Which is exactly what increased transparency can help with. Make the ranking algorithm or data public, or at least explain to users why some content was ranked as it was.
Downvoters: What is bad about transparency? Fake news proves what we have now isn't perfect. More eyeballs on an algorithm could be a stepping stone to solving the problem.
Something Steam has been doing is breaking down why a particular game is recommended (reviews, popularity friends, interests, other metrics,..) why not expose this data to users for news?
We build these systems to filter out the noise for us, but that doesn't mean we should be beholden to a black-box deciding what content we should see. The filter should be ours to tweak and knowing how it works is a first step to that.
Usually when someone breaks out an analogy like this it's because the comparison is not like for like and there is something they want to obfuscate.

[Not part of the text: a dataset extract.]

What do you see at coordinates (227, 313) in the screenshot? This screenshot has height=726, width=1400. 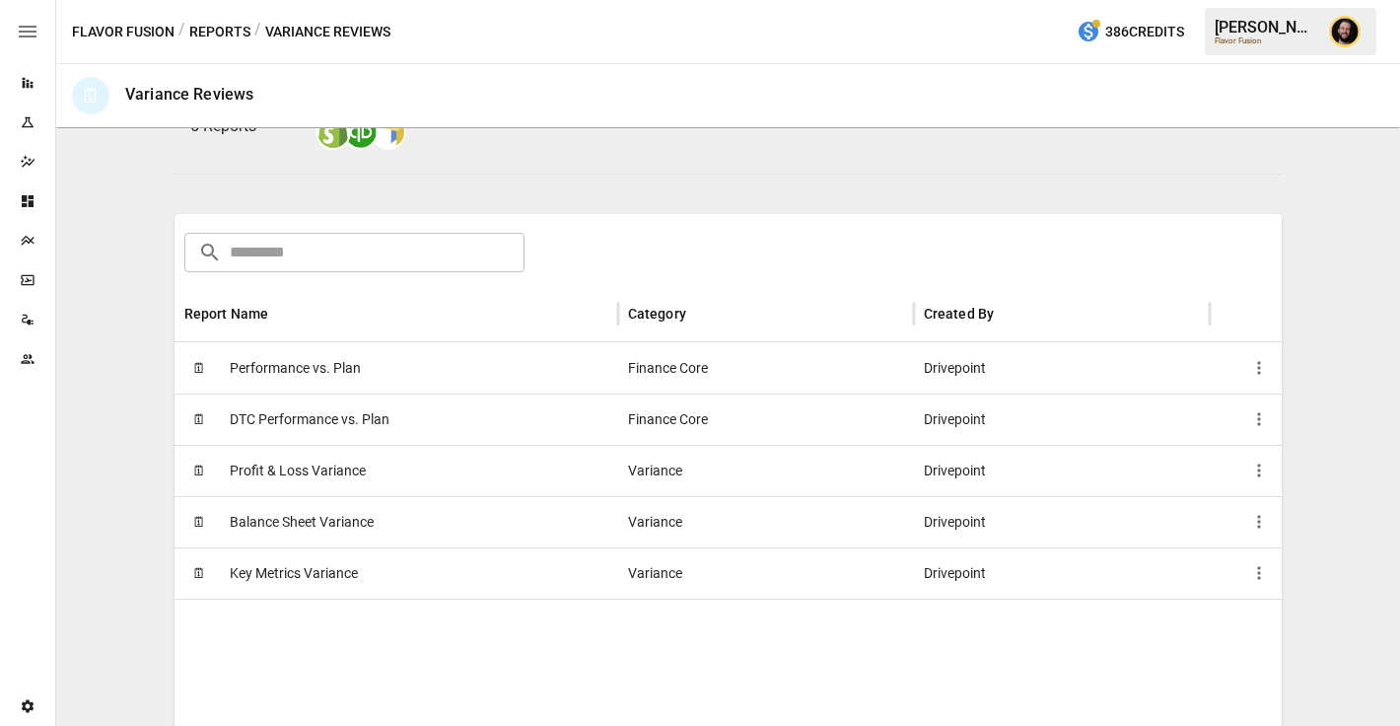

Quite simply, because Steam is not Google. Steam's value is in all the games you want to play being on Steam, not in its discovery algorithm. It loses nothing by exposing that algorithm because even if you had it, you would not be able to build Steam as you do not have the games that are on Steam. It has vendor lock in.
There's no such lock in for Google. Google doesn't have exclusive rights to the websites it indexes and anyone could, it they had an algorithm as good as Google's (and the computing resources) build Google.
The only tech factor holding Google in place as the #1 search engine is that its algorithm is better than everyone else's. The algorithm is intellectual property that Google has invested billions of dollars in developing.
Providing the weightings (and allowing as some people are suggesting the ability to hobble Google's algorithm by using your own) would be the first step towards someone reverse engineering Google and be a material business risk for them.